Make sure your design is based on individual components that you can add and remove when they are no longer needed since most of the time, an ExtJS webpage will only be loaded once and the mem gets filled with the additional components you give it. You can free up some mem using Ext.destroy(this.el) once you have finished using a component.

Also, make sure you use Firebug to track down any component or object that should have been removed.

m_oLogin
+6  A: 

The first thing that jumps out at me in your question is that you are seeing this in IE. My team recently went through the same issue (Extjs on IE).

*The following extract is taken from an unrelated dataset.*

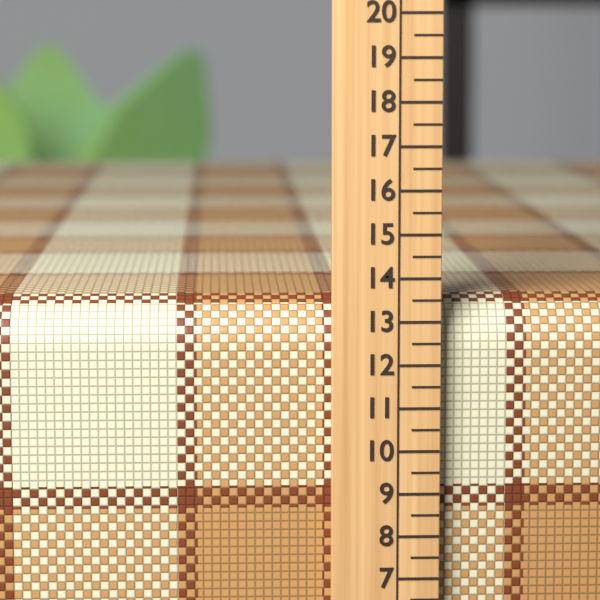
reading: 13.5 (no unit)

It turns out Ext is not the culprit but rather IE is likely the cause.

A quick Google for 'IE closure memory leak' will find you plenty of explanations, but the basic gist is as follows:

IE uses two separate engines to manage the DOM and JavaScript. When JavaScript makes a call to create a DOM element, the Javascript engine reaches across to the other to create it. If you attach JavaScript to an event on a DOM element, a link is created back from the DOM side to JavaScript side.

The problem lies in the fact that each engine has its own garbage collection and can't see across to the other engine. So circular references are REALLY easy to come across that can eat of large quantities of memory very quickly.

Mike Clark
A: 

I think that it's quite easy to create memory leaks when programming with ExtJS for non-experienced programmers. This is not ExtJS problem on itself. It's ExtJS programming paradigm which lets programmers to easily make such mistakes.

From my experience I've created memory leak when tried to make a straighforward AJAX chat using ExtJS. When some objects are constantly created within AJAX callbacks (such as datastores, grid manipulations), then these objects are not released and destroyed. There must be special and very clever techniques used to avoid memory leaks with ExtJS, and it's not only related to AJAX or callbacks.

All in all, ExtJS is great library, but it must be used carefully.

Thevs
There is an autoDestroy property for stores that can help with this.
geographika
A: 

Check out this thread in their forums which covers a lot of leaks in Ext 2.2 caused by orphaned elements. It seems that Ext 2.2.1 fixed most of them.